Ironic, then, that it was Albert's death that nearly undid all of his work. After his death, Victoria sunk into a deep depression, refusing to attend to public duties and prompting some to question what she was doing to earn the yearly salary afforded to the crown from taxpayer funds. By the end of the 1860s, there were even calls for the Queen to abdicate and leave the throne open for her eldest son, Bertie, the future King Edward VII.

Sentiment only began to turn back in the Queen's favor when Bertie was stricken with a serious illness on the tenth anniversary of Albert's death, leading to rampant speculation that the heir was poised to die just as his father had. Bertie made a seemingly miraculous recovery a few weeks later, prompting Victoria to undertake a public thanksgiving service-her first official state ceremonial appearance in ten years. The tide of public favor returned to the royal widow as she herself returned to state business, and through the years she would go on to beloved symbol of England in her own right.
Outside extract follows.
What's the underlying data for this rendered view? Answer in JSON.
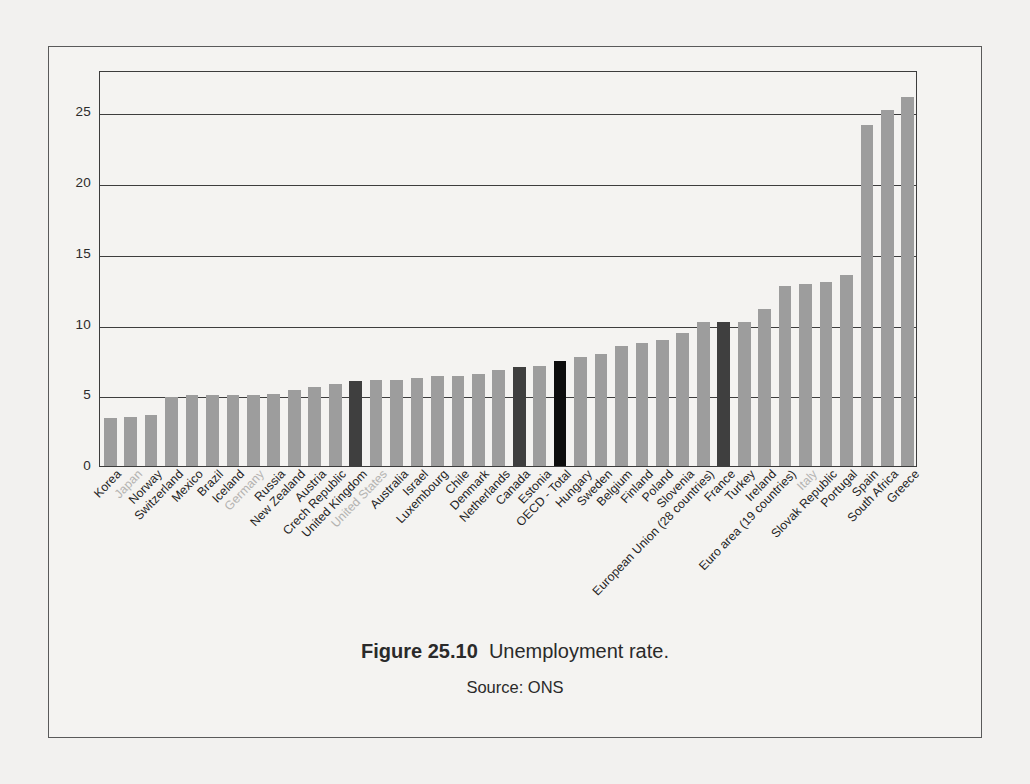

Why did Victoria blame her son for Albert's death?

Despite the lingering medical mystery around Albert's death, there is one possibility that definitively did not lead to the Prince Consort's death, but which Victoria continued to blame for it, in part, until the end of her life: her son, Bertie.

Prior to his death, Albert had gone to confront his eldest son and heir to the throne about a romantic entanglement that Bertie had carried on with a woman named Nellie Clifton (sometimes noted as Nelly Clifden.) The morality-minded Albert was aghast that his unmarried son would have taken a lover and also afraid that Clifton would fall pregnant or attempt to blackmail the crown, causing a shameful scandal.

It was only after returning to the royal home from this dressing down that Albert's health took a marked turn for the worse. Victoria blamed her husband's downfall on the stress Bertie's behavior had put him under, refusing for a time even to see the young prince, sending him away on an extended journey abroad (ostensibly to finish his practical education) just weeks after his father's death.

Ever the diplomat, Victoria's uncle, King Leopold I, attempted to intercede on Bertie's behalf, writing of his efforts that, "It is entirely her fault as the poor boy asks nothing better than to devote himself to comforting his Mother and with that object would be delighted to give up his foreign expedition but she wouldn't hear of it and seems only anxious to get rid of him."

Apparently confirming the sentiment, the Queen wrote to her daughter Vicky shortly after Albert's death that, "Many wish to shake my resolution and to keep [Bertie] here," but that to do so would "force a contact that is more than ever unbearable to me."

Though Victoria did ultimately continue contact with Bertie throughout her life, she prevented the Prince of Wales from holding any other political position of power or influence until after her death, almost four decades later.